There’s No Jose Here: Following the Hidden Lives of Mexican Immigrants; By Gabriel Thompson; Nation Books; $26.95.
The issue of immigration has for decades provoked podium-rattling rhetoric from politicians and pundits of various stripes, and most recently it brought us what was supposed to be the swing voter du jour of the 2006 elections: Lou Dobbs Democrats, convinced undocumented workers were laying waste to working-class America and the rule of law in general.
As Gabriel Thompson notes in his new book, “There’s No José Here,” the immigration debate is typically a debate of abstractions, focusing on wage trends or crime patterns rather than the lives of the individuals caught in the middle. Thompson offers his earnest new book as a modest corrective to that oversight. In it, he chronicles the lives of a handful of mostly Mexican-born denizens of Brooklyn as they struggle to make ends meet. Thompson suggests immigration laws, government bureaucracy, greedy landlords and the immigrants themselves all share some blame for the problems they face. But he doesn’t set out to offer a detailed analysis of their causes or suggest fixes.
Thompson is content to tell characters’ stories in the hope that it will open his readers’ minds about the complexities of the immigration debate. Each chapter focuses on a particular group of characters and a particular issue or event — a new housing problem, life in the sweatshop, the death of a young relative, adding up to an interesting collection of anecdotes rather than a tightly focused narrative.
Enrique, a barrel-chested, fast-talking, big-hearted livery cab driver in Bedford-Stuyvesant is Thompson’s primary focus. (He doesn’t offer their last names, since many of the characters have been or are currently undocumented.) Thompson tags along on harrowing fare rides, chatting in Spanish in the front seat as Enrique chronicles his latest housing problem or complaint about his stepson, whom Enrique sees as wasting the privileges given him as a U.S. citizen.
Thompson’s biggest contribution is illustrating how the lack of legal working papers actually affects the lives of Enrique and other Mexican immigrants. Entering the country is barely a nuisance for them, but their lack of documentation makes their lives here harder in countless other ways. They are taken advantage of by one landlord after another, repeatedly moving from apartment to apartment only to confront more lead paint, rats and broken boilers. Landlords routinely threaten to turn them in to immigration authorities, or simply ignore their complaints.
Thompson’s characters work hard, but their wages are uniformly appalling. Enrique often works seven days a week, sometimes sleeping in his car between shifts. His girlfriend Juana makes just $1.00 an hour in a Brooklyn sweatshop. When their family flees one particularly rotten apartment, they find themselves living with relatives on Long Island, outside New York City, and Enrique has to choose between trying to get a livery cab license there or commuting back to his car service job in Brooklyn. He chooses the latter, adding several hours onto his work day.
To the author’s credit, the characters in his book are richly drawn and full of quirks and conflicted opinions. They are hardworking, proud and resourceful, but also sometimes reckless and outright looking for trouble. They can also be quite entertaining. When Angela, a profanity-spewing, four-foot-tall grandmother in rural Mexico, complains her children in the United States aren’t sending her enough money, it falls to Thompson to tell her what rent costs in New York. “Eleven thousand pesos? For each month?” she says. “Why in God’s name would anyone want to live there?” Eleven thousand pesos is about $1,000.
Thompson clearly loves working-class Mexican culture and is keenly aware of how alien it is to him, a tall, pasty college-educated gringo. As he checks for scorpions in his shoes in Mexico, or silently worries that Juana will give birth during a breakneck road trip, Thompson is constantly noting that his Mexican friends are bolder and tougher than he is.
But Thompson’s book is limited significantly by the nature of his project. He largely picks his subjects as they present themselves to him in his work as a Brooklyn-based activist and organizer focused on lead paint issues. This is not a comprehensive investigation into a little-known subculture, like Bill Buford running with English soccer hooligans in “Among the Thugs” or Barbara Ehrenreich delving neck-deep into the world below the poverty line in “Nickel and Dimed.”
Instead, “There’s No José Here” is the product of a well-meaning writer interviewing his immigrant friends and acquaintances. It’s an enjoyable and often eye-opening book, and would be an effective rejoinder to anyone who thinks the immigration debate is about facts and figures, not real people.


WHAT IS EXPECTED — Exactly as written, output each of the lines below, with no images.

EXTRACTED DATA —
--- START ---
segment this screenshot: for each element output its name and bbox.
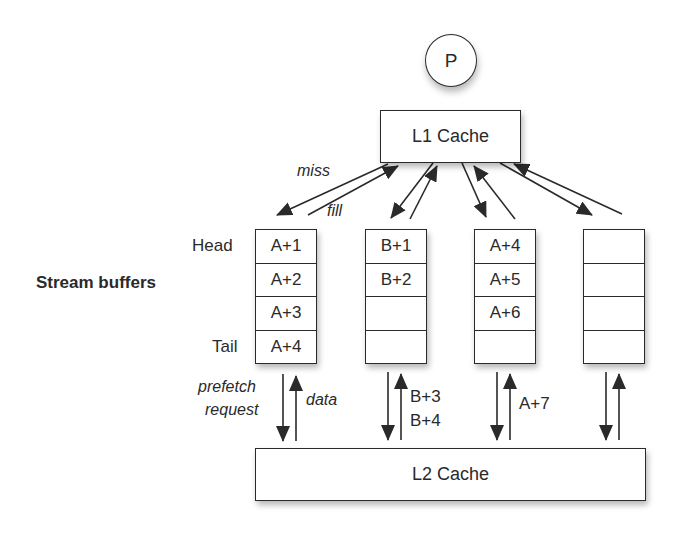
buffer-entry	[366, 331, 426, 364]
stream-buffers-label: Stream buffers	[36, 273, 156, 293]
buffer-entry: A+5	[475, 264, 535, 298]
buffer-entry: A+4	[475, 230, 535, 264]
l2-cache-label: L2 Cache	[412, 464, 489, 485]
buffer-entry: A+2	[256, 264, 316, 298]
fill-label: fill	[327, 202, 342, 220]
tail-label: Tail	[212, 337, 238, 357]
miss-label: miss	[297, 162, 330, 180]
buffer-entry	[584, 297, 644, 331]
buffer-entry	[584, 264, 644, 298]
buffer4-down-arrow	[500, 163, 592, 215]
buffer2-up-arrow	[410, 166, 437, 219]
a-prefetch-label: A+7	[519, 394, 550, 414]
buffer-entry: A+4	[256, 331, 316, 364]
prefetch-label-line2: request	[205, 401, 258, 419]
buffer-entry	[584, 331, 644, 364]
b-prefetch-label-2: B+4	[410, 411, 441, 431]
stream-buffer-4	[583, 229, 645, 364]
buffer3-down-arrow	[462, 163, 486, 217]
buffer-entry	[584, 230, 644, 264]
stream-buffer-2: B+1 B+2	[365, 229, 427, 364]
buffer4-up-arrow	[514, 164, 622, 214]
l1-cache-box: L1 Cache	[380, 110, 521, 163]
buffer-entry	[366, 297, 426, 331]
l1-cache-label: L1 Cache	[412, 126, 489, 147]
buffer-entry: B+1	[366, 230, 426, 264]
buffer-entry: A+6	[475, 297, 535, 331]
stream-buffer-1: A+1 A+2 A+3 A+4	[255, 229, 317, 364]
l2-cache-box: L2 Cache	[255, 448, 646, 501]
stream-buffer-3: A+4 A+5 A+6	[474, 229, 536, 364]
buffer-entry: A+1	[256, 230, 316, 264]
buffer-entry: B+2	[366, 264, 426, 298]
processor-node: P	[425, 34, 477, 87]
buffer-entry: A+3	[256, 297, 316, 331]
prefetch-label-line1: prefetch	[198, 378, 256, 396]
buffer3-up-arrow	[474, 166, 515, 219]
data-label: data	[306, 391, 337, 409]
processor-label: P	[445, 50, 458, 72]
head-label: Head	[192, 236, 233, 256]
buffer2-down-arrow	[391, 163, 433, 218]
b-prefetch-label-1: B+3	[410, 387, 441, 407]
buffer-entry	[475, 331, 535, 364]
--- END ---
PROBLEM SOLUTION —
segment this screenshot: for each element output its name and bbox.
buffer-entry	[366, 331, 426, 364]
stream-buffers-label: Stream buffers	[36, 273, 156, 293]
buffer-entry: A+5	[475, 264, 535, 298]
buffer-entry: A+4	[475, 230, 535, 264]
l2-cache-label: L2 Cache	[412, 464, 489, 485]
buffer-entry: A+2	[256, 264, 316, 298]
fill-label: fill	[327, 202, 342, 220]
tail-label: Tail	[212, 337, 238, 357]
miss-label: miss	[297, 162, 330, 180]
buffer-entry	[584, 297, 644, 331]
buffer-entry	[584, 264, 644, 298]
buffer4-down-arrow	[500, 163, 592, 215]
buffer2-up-arrow	[410, 166, 437, 219]
a-prefetch-label: A+7	[519, 394, 550, 414]
buffer-entry: A+4	[256, 331, 316, 364]
prefetch-label-line2: request	[205, 401, 258, 419]
buffer-entry	[584, 331, 644, 364]
b-prefetch-label-2: B+4	[410, 411, 441, 431]
stream-buffer-4	[583, 229, 645, 364]
buffer3-down-arrow	[462, 163, 486, 217]
buffer-entry	[584, 230, 644, 264]
stream-buffer-2: B+1 B+2	[365, 229, 427, 364]
buffer4-up-arrow	[514, 164, 622, 214]
l1-cache-box: L1 Cache	[380, 110, 521, 163]
buffer-entry	[366, 297, 426, 331]
l1-cache-label: L1 Cache	[412, 126, 489, 147]
buffer-entry: B+1	[366, 230, 426, 264]
buffer-entry: A+6	[475, 297, 535, 331]
stream-buffer-1: A+1 A+2 A+3 A+4	[255, 229, 317, 364]
l2-cache-box: L2 Cache	[255, 448, 646, 501]
stream-buffer-3: A+4 A+5 A+6	[474, 229, 536, 364]
buffer-entry: A+1	[256, 230, 316, 264]
buffer-entry: B+2	[366, 264, 426, 298]
processor-node: P	[425, 34, 477, 87]
buffer-entry: A+3	[256, 297, 316, 331]
prefetch-label-line1: prefetch	[198, 378, 256, 396]
buffer3-up-arrow	[474, 166, 515, 219]
data-label: data	[306, 391, 337, 409]
processor-label: P	[445, 50, 458, 72]
head-label: Head	[192, 236, 233, 256]
buffer2-down-arrow	[391, 163, 433, 218]
b-prefetch-label-1: B+3	[410, 387, 441, 407]
buffer-entry	[475, 331, 535, 364]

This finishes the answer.